Only a few decades later than the rest of you, I finally
got around to reading Lord of the Flies
by William Golding. This is the classic novel of a bunch of young boys on a
desert island in the Pacific who did not know whether they would ever be
rescued. They chose a chief, who tried to get them to build a fire on the
mountaintop as a signal to passing ships. However, a renegade chief influenced
most of the boys to murder two of the others and to pursue the original chief
in order to, it is implied, impale him on a stick. In the process of becoming
murderers, the boys also burned down the forests of their island which were
their only source of food.
This story directly addresses the question of whether
violence is a natural part of the human mind or is something that is learned, a
very hot debate at the time Golding wrote the novel and, strangely enough,
still debated. Those who thought (or think) that violence is learned might have
guessed that these innocent boys would have developed into a peaceful society.
But the boys created a society more vicious than the war-torn world from which
they had come. The clear message is that hitting the reset button, starting
over, in human history, even if it were possible, would not create a utopia,
and would be very likely to produce something much worse than modern
civilization which at least has a few traditions that restrain savagery.
The Bible has very similar stories. Adam and Eve were in
a perfect garden (in which the only thing to eat was fruit) very much like Golding’s
island. Adam and Eve could not be satisfied there, however. And, as in
Golding’s novel, one of the results of the rejection of paradise is hunting and
meat consumption. So humankind started over, this time outside the Garden.

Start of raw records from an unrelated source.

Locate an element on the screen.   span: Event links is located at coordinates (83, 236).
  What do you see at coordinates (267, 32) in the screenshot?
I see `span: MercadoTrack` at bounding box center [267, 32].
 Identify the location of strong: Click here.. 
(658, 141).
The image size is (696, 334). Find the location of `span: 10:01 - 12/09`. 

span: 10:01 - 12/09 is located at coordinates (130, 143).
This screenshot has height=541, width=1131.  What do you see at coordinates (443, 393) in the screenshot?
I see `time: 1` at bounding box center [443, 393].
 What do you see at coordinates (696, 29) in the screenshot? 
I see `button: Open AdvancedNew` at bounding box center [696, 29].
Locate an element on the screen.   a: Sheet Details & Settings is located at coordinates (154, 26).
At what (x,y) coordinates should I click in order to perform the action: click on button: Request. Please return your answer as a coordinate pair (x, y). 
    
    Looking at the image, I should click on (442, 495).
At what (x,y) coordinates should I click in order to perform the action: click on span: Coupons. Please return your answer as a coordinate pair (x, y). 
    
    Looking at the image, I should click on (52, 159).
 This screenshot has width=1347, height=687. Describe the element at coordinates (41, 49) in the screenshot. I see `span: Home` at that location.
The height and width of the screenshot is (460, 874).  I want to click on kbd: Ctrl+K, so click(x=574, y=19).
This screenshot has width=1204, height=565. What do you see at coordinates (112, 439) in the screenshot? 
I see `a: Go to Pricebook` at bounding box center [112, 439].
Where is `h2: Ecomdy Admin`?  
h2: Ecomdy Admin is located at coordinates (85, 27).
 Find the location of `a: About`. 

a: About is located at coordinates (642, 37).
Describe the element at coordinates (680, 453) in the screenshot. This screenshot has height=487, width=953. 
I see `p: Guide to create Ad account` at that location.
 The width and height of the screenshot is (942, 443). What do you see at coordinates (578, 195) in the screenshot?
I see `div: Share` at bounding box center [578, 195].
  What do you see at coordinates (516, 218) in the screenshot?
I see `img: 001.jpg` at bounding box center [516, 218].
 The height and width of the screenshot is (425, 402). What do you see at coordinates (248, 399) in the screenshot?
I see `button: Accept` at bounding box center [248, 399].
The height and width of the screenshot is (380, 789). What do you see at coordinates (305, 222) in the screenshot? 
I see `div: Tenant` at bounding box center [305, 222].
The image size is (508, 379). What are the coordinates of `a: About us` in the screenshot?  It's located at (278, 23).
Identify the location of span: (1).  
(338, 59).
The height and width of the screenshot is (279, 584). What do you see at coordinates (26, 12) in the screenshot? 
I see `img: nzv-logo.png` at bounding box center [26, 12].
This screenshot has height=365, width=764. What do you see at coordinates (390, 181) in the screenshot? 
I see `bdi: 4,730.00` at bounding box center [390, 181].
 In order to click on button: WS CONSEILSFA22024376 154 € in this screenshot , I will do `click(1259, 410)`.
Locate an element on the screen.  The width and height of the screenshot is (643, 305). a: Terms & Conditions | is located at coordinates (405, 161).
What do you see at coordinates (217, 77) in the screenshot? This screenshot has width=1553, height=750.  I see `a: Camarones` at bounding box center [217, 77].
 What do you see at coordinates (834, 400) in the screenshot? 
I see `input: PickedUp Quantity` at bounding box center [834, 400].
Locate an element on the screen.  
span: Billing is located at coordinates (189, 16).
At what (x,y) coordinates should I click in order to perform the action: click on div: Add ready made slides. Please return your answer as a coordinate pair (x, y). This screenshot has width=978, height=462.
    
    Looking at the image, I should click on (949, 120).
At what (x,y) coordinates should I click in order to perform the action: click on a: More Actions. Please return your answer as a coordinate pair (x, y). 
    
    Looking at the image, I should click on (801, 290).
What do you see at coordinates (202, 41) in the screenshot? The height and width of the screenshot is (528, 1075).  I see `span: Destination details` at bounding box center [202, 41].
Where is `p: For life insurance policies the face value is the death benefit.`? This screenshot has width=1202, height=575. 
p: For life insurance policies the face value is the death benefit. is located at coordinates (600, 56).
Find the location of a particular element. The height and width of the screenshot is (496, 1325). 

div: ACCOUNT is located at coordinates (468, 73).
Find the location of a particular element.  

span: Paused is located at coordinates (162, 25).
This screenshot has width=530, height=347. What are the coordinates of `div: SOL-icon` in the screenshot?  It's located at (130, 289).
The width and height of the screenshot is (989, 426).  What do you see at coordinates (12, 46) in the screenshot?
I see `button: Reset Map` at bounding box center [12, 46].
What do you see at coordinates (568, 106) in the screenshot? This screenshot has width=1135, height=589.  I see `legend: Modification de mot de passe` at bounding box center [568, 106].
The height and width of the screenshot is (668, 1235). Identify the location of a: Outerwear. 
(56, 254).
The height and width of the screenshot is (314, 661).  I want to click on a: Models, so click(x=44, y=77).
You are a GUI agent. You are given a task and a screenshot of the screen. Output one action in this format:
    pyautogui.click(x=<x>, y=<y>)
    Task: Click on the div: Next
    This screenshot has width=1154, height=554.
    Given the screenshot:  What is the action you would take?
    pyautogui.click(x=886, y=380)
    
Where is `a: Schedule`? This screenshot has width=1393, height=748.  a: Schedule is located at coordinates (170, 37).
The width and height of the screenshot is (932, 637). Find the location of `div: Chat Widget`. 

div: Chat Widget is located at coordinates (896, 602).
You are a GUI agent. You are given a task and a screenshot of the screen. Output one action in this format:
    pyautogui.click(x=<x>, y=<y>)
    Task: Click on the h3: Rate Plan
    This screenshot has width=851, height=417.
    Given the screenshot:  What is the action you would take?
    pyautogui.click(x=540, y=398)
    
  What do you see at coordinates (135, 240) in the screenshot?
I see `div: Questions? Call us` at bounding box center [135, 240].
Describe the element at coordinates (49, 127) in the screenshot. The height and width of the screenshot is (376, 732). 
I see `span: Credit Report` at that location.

Perhaps the most famous Bible story of all was about God pressing the reset
button on humankind by destroying everyone in the world except Noah’s family,
whom he considered to be perfectly righteous. But this didn’t work. Very soon
after Noah’s family emerged from the Ark, Noah got drunk and his family was
torn apart by intrigue (with a sexual overtone). Then God pressed the reset
button again: this time, destroying Sodom and Gomorrah while rescuing Lot and
his daughters. But they had hardly escaped into the mountains before they
involved themselves in intrigues presumably as bad as anything they had left
behind in the wicked cities. Then God pressed the reset button again, leading
the Israelites out of captivity and into the wilderness to start their own new
and righteous society, which failed at every step. Finally, God pressing the
reset button to start Israel over again in the time of Nehemiah worked about as
well as the previous attempts. These stories are some of the epic tales upon
which western civilization is based.
Our evolutionary ancestry assures that every human
society, large or small, isolated from or connected to others, will have
conflict that results from competition and the desire for domination. Leaving a
burning hulk of Earth behind and starting over on a new planet somewhere else
in the galaxy would likewise fail. Evolutionary science has at least revealed
to us that these destructive behaviors are not mindless evil but are the result
of natural selection and are therefore understandable even if not excusable.